The Darkling Thrush

For a guy who's all about apocalypse and ending the earth, Thomas Hardy sure plays it safe when in comes to form. After all, with all that chaos and nothingness out there, it just doesn't make much sense to pay attention to something as trivial as a regular rhyme scheme, does it? Why not go crazy with words that don't sound at all alike?

Well, Hardy doesn't seem to agree. His poem is about as regular as they come (formally speaking, of course). It's divided into four nice, neat stanzas, each of which has eight nice, neat lines. Heck, even the rhyme scheme is as traditional as they come: it's all ABABCDCD. Repeat. Repeat. Repeat.

Here's what we mean by that. Check out the first stanza:

I leant upon a coppice gate (A)
When Frost was spectre-gray, (B)
And Winter's dregs made desolate (A)
The weakening eye of day. (B)
The tangled bine-stems scored the sky (C)
Like strings of broken lyres, (D)
And all mankind that haunted nigh (C)
Had sought their household fires. (D)

Notice how "gate" rhymes with "desolate" and "gray" rhymes with "day"? Every other line rhymes with each other. That's what we mean when we say it's an ABAB rhyme scheme. It sets up a traditional rocking sort of motion when you read the poem, pulling you through the stanzas by interlocking the rhyming lines.

Even the meter is as normal and humdrum as they come: every other syllable is accented. All through the poem. An unaccented syllable followed by an accented syllable is called an "iamb." So the meter here is considered iambi. Check it out:

I leant u-pon a copp-ice gate

Just like the rhyme scheme, the meter's supposed to be lilting. We'd write out more lines, but frankly, it's making us just a bit seasick.

Why does this matter? Well, you wouldn't think that Hardy would be the sort of guy to serve up the same ol' stuff all the time, would you? We mean, it's like he's creating the ambiance of a really edgy restaurant…and then he just gives you eggs and toast. We're not saying that eggs and toast is bad. It's just not…exciting.

You could say that the rhyme scheme introduces a bit of tension by clashing with the mood of the poem itself. In fact, we think we will. See, the speaker is intent on showing us all of the ways that the world is ending. Right this very second. Now! But the poem itself is strictly regular. Which can do one of two things: it can convince us that maybe we shouldn't trust the speaker as much as he'd like us to. After all, he must not have gotten everything right. It could also suggest that Hardy himself might not be as down-and-out as his speaker seems to be. After all, if he's still interested enough in convention to adhere to a traditional rhyme scheme, things can't totally be going to hell in a handbasket.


- TASK DESCRIPTION
A faithful, word-for-word copy of the data below is required, without pictures.

======== EXERCISE MATERIAL ========

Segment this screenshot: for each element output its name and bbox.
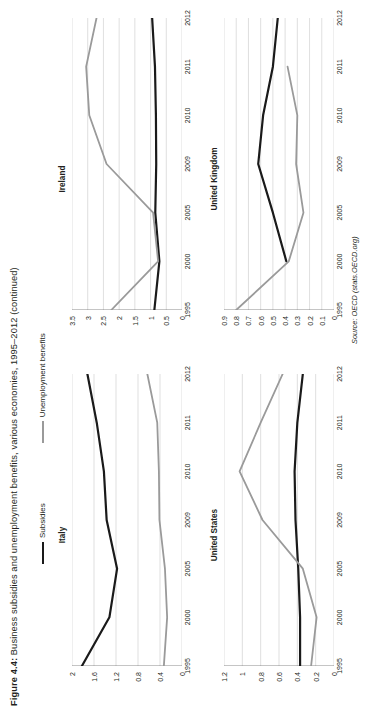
y-tick-label: 1.5 [131, 316, 138, 326]
x-tick-label: 2005 [336, 205, 343, 221]
x-tick-label: 2009 [184, 512, 191, 528]
plot-area-ireland [72, 18, 182, 310]
panel-grid: Italy 00.40.81.21.62 1995200020052009201… [58, 0, 358, 714]
x-tick-label: 2011 [184, 59, 191, 74]
x-tick-label: 2009 [184, 156, 191, 172]
plot-lines-united-kingdom [224, 18, 334, 310]
chart-legend: Subsidies Unemployment benefits [38, 333, 47, 564]
x-tick-label: 2009 [336, 512, 343, 528]
panel-title-ireland: Ireland [58, 14, 67, 344]
y-tick-label: 0.6 [276, 672, 283, 682]
y-tick-label: 0.4 [282, 316, 289, 326]
x-tick-label: 2005 [184, 205, 191, 221]
x-tick-label: 1995 [336, 658, 343, 674]
x-tick-label: 2000 [336, 610, 343, 626]
x-tick-label: 2011 [336, 59, 343, 74]
panel-title-italy: Italy [58, 370, 67, 700]
panel-title-united-kingdom: United Kingdom [210, 14, 219, 344]
x-tick-label: 2010 [336, 108, 343, 124]
y-tick-label: 3.5 [69, 316, 76, 326]
x-tick-label: 1995 [184, 658, 191, 674]
figure-number: Figure 4.4: [9, 658, 19, 706]
figure-canvas: Figure 4.4: Business subsidies and unemp… [0, 0, 372, 714]
y-tick-label: 2.5 [100, 316, 107, 326]
x-tick-label: 2012 [336, 366, 343, 382]
y-tick-label: 0.9 [221, 316, 228, 326]
series-line [236, 67, 303, 310]
y-axis-labels-italy: 00.40.81.21.62 [72, 668, 182, 700]
panel-united-states: United States 00.20.40.60.811.2 19952000… [210, 370, 356, 700]
y-tick-label: 2 [116, 316, 123, 320]
legend-item-unemployment: Unemployment benefits [38, 333, 47, 443]
y-tick-label: 0.4 [157, 672, 164, 682]
x-tick-label: 1995 [184, 302, 191, 318]
y-tick-label: 0.1 [318, 316, 325, 326]
y-tick-label: 1 [239, 672, 246, 676]
y-axis-labels-ireland: 00.511.522.533.5 [72, 312, 182, 344]
y-tick-label: 0.2 [306, 316, 313, 326]
y-tick-label: 0.3 [294, 316, 301, 326]
series-line [82, 374, 117, 666]
legend-item-subsidies: Subsidies [38, 503, 47, 564]
panel-united-kingdom: United Kingdom 00.10.20.30.40.50.60.70.8… [210, 14, 356, 344]
y-tick-label: 2 [69, 672, 76, 676]
x-tick-label: 2010 [184, 464, 191, 480]
x-axis-labels-united-states: 1995200020052009201020112012 [336, 374, 354, 666]
x-tick-label: 2012 [184, 10, 191, 26]
y-tick-label: 1.6 [91, 672, 98, 682]
panel-ireland: Ireland 00.511.522.533.5 199520002005200… [58, 14, 204, 344]
series-line [295, 374, 303, 666]
plot-area-united-kingdom [224, 18, 334, 310]
x-axis-labels-ireland: 1995200020052009201020112012 [184, 18, 202, 310]
plot-lines-italy [72, 374, 182, 666]
y-tick-label: 1 [147, 316, 154, 320]
figure-page: Figure 4.4: Business subsidies and unemp… [0, 0, 372, 714]
series-line [258, 18, 286, 261]
y-tick-label: 0.5 [163, 316, 170, 326]
y-tick-label: 0.5 [269, 316, 276, 326]
legend-label-unemployment: Unemployment benefits [38, 333, 47, 417]
panel-title-united-states: United States [210, 370, 219, 700]
x-tick-label: 2010 [336, 464, 343, 480]
x-tick-label: 2000 [184, 610, 191, 626]
plot-area-united-states [224, 374, 334, 666]
y-tick-label: 0.6 [257, 316, 264, 326]
x-tick-label: 2011 [336, 415, 343, 430]
legend-line-icon-unemployment [42, 421, 44, 443]
x-tick-label: 2005 [184, 561, 191, 577]
y-tick-label: 0.8 [233, 316, 240, 326]
x-tick-label: 2011 [184, 415, 191, 430]
y-tick-label: 3 [84, 316, 91, 320]
series-line [240, 374, 317, 666]
y-tick-label: 0.7 [245, 316, 252, 326]
y-axis-labels-united-kingdom: 00.10.20.30.40.50.60.70.80.9 [224, 312, 334, 344]
plot-lines-united-states [224, 374, 334, 666]
x-axis-labels-italy: 1995200020052009201020112012 [184, 374, 202, 666]
x-tick-label: 2009 [336, 156, 343, 172]
y-tick-label: 0.8 [135, 672, 142, 682]
plot-area-italy [72, 374, 182, 666]
y-axis-labels-united-states: 00.20.40.60.811.2 [224, 668, 334, 700]
series-line [86, 18, 158, 310]
y-tick-label: 1.2 [221, 672, 228, 682]
x-tick-label: 2012 [184, 366, 191, 382]
legend-line-icon-subsidies [42, 542, 44, 564]
y-tick-label: 0.4 [294, 672, 301, 682]
panel-italy: Italy 00.40.81.21.62 1995200020052009201… [58, 370, 204, 700]
x-tick-label: 2010 [184, 108, 191, 124]
legend-label-subsidies: Subsidies [38, 503, 47, 538]
source-note: Source: OECD (stats.OECD.org) [350, 236, 359, 344]
figure-caption: Business subsidies and unemployment bene… [9, 267, 19, 655]
plot-lines-ireland [72, 18, 182, 310]
x-tick-label: 2000 [184, 254, 191, 270]
x-tick-label: 2005 [336, 561, 343, 577]
series-line [147, 374, 167, 666]
x-tick-label: 2012 [336, 10, 343, 26]
x-tick-label: 1995 [336, 302, 343, 318]
y-tick-label: 1.2 [113, 672, 120, 682]
y-tick-label: 0.2 [312, 672, 319, 682]
figure-title: Figure 4.4: Business subsidies and unemp… [8, 8, 20, 706]
x-tick-label: 2000 [336, 254, 343, 270]
y-tick-label: 0.8 [257, 672, 264, 682]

========

- ANSWER BOX
Segment this screenshot: for each element output its name and bbox.
y-tick-label: 1.5 [131, 316, 138, 326]
x-tick-label: 2005 [336, 205, 343, 221]
x-tick-label: 2009 [184, 512, 191, 528]
plot-area-ireland [72, 18, 182, 310]
panel-grid: Italy 00.40.81.21.62 1995200020052009201… [58, 0, 358, 714]
x-tick-label: 2011 [184, 59, 191, 74]
x-tick-label: 2009 [184, 156, 191, 172]
plot-lines-united-kingdom [224, 18, 334, 310]
chart-legend: Subsidies Unemployment benefits [38, 333, 47, 564]
x-tick-label: 2009 [336, 512, 343, 528]
panel-title-ireland: Ireland [58, 14, 67, 344]
y-tick-label: 0.6 [276, 672, 283, 682]
y-tick-label: 0.4 [282, 316, 289, 326]
x-tick-label: 2005 [184, 205, 191, 221]
x-tick-label: 1995 [336, 658, 343, 674]
x-tick-label: 2000 [336, 610, 343, 626]
x-tick-label: 2011 [336, 59, 343, 74]
panel-title-italy: Italy [58, 370, 67, 700]
panel-title-united-kingdom: United Kingdom [210, 14, 219, 344]
x-tick-label: 2010 [336, 108, 343, 124]
y-tick-label: 3.5 [69, 316, 76, 326]
x-tick-label: 1995 [184, 658, 191, 674]
figure-number: Figure 4.4: [9, 658, 19, 706]
figure-canvas: Figure 4.4: Business subsidies and unemp… [0, 0, 372, 714]
y-tick-label: 2.5 [100, 316, 107, 326]
x-tick-label: 2012 [336, 366, 343, 382]
y-tick-label: 0.9 [221, 316, 228, 326]
series-line [236, 67, 303, 310]
y-axis-labels-italy: 00.40.81.21.62 [72, 668, 182, 700]
panel-united-states: United States 00.20.40.60.811.2 19952000… [210, 370, 356, 700]
y-tick-label: 2 [116, 316, 123, 320]
legend-item-unemployment: Unemployment benefits [38, 333, 47, 443]
y-tick-label: 0.4 [157, 672, 164, 682]
x-tick-label: 1995 [184, 302, 191, 318]
y-tick-label: 0.1 [318, 316, 325, 326]
y-tick-label: 1 [239, 672, 246, 676]
y-axis-labels-ireland: 00.511.522.533.5 [72, 312, 182, 344]
y-tick-label: 0.2 [306, 316, 313, 326]
y-tick-label: 0.3 [294, 316, 301, 326]
series-line [82, 374, 117, 666]
legend-item-subsidies: Subsidies [38, 503, 47, 564]
panel-united-kingdom: United Kingdom 00.10.20.30.40.50.60.70.8… [210, 14, 356, 344]
y-tick-label: 2 [69, 672, 76, 676]
x-tick-label: 2010 [184, 464, 191, 480]
x-axis-labels-united-states: 1995200020052009201020112012 [336, 374, 354, 666]
x-tick-label: 2012 [184, 10, 191, 26]
y-tick-label: 1.6 [91, 672, 98, 682]
panel-ireland: Ireland 00.511.522.533.5 199520002005200… [58, 14, 204, 344]
series-line [295, 374, 303, 666]
plot-area-united-kingdom [224, 18, 334, 310]
x-axis-labels-ireland: 1995200020052009201020112012 [184, 18, 202, 310]
plot-lines-italy [72, 374, 182, 666]
y-tick-label: 1 [147, 316, 154, 320]
figure-page: Figure 4.4: Business subsidies and unemp… [0, 0, 372, 714]
series-line [258, 18, 286, 261]
y-tick-label: 0.5 [163, 316, 170, 326]
y-tick-label: 0.5 [269, 316, 276, 326]
legend-label-unemployment: Unemployment benefits [38, 333, 47, 417]
panel-title-united-states: United States [210, 370, 219, 700]
x-tick-label: 2010 [336, 464, 343, 480]
x-tick-label: 2000 [184, 610, 191, 626]
plot-area-united-states [224, 374, 334, 666]
y-tick-label: 0.6 [257, 316, 264, 326]
x-tick-label: 2011 [336, 415, 343, 430]
legend-line-icon-unemployment [42, 421, 44, 443]
x-tick-label: 2005 [184, 561, 191, 577]
y-tick-label: 0.8 [233, 316, 240, 326]
x-tick-label: 2011 [184, 415, 191, 430]
y-tick-label: 3 [84, 316, 91, 320]
series-line [240, 374, 317, 666]
y-tick-label: 0.7 [245, 316, 252, 326]
y-axis-labels-united-kingdom: 00.10.20.30.40.50.60.70.80.9 [224, 312, 334, 344]
plot-lines-united-states [224, 374, 334, 666]
x-axis-labels-italy: 1995200020052009201020112012 [184, 374, 202, 666]
x-tick-label: 2009 [336, 156, 343, 172]
y-tick-label: 0.8 [135, 672, 142, 682]
plot-area-italy [72, 374, 182, 666]
y-axis-labels-united-states: 00.20.40.60.811.2 [224, 668, 334, 700]
series-line [86, 18, 158, 310]
y-tick-label: 1.2 [221, 672, 228, 682]
x-tick-label: 2012 [184, 366, 191, 382]
legend-line-icon-subsidies [42, 542, 44, 564]
y-tick-label: 0.4 [294, 672, 301, 682]
panel-italy: Italy 00.40.81.21.62 1995200020052009201… [58, 370, 204, 700]
x-tick-label: 2010 [184, 108, 191, 124]
legend-label-subsidies: Subsidies [38, 503, 47, 538]
source-note: Source: OECD (stats.OECD.org) [350, 236, 359, 344]
figure-caption: Business subsidies and unemployment bene… [9, 267, 19, 655]
plot-lines-ireland [72, 18, 182, 310]
x-tick-label: 2000 [184, 254, 191, 270]
x-tick-label: 2005 [336, 561, 343, 577]
series-line [147, 374, 167, 666]
x-tick-label: 2012 [336, 10, 343, 26]
x-tick-label: 1995 [336, 302, 343, 318]
y-tick-label: 1.2 [113, 672, 120, 682]
y-tick-label: 0.2 [312, 672, 319, 682]
figure-title: Figure 4.4: Business subsidies and unemp… [8, 8, 20, 706]
x-tick-label: 2000 [336, 254, 343, 270]
y-tick-label: 0.8 [257, 672, 264, 682]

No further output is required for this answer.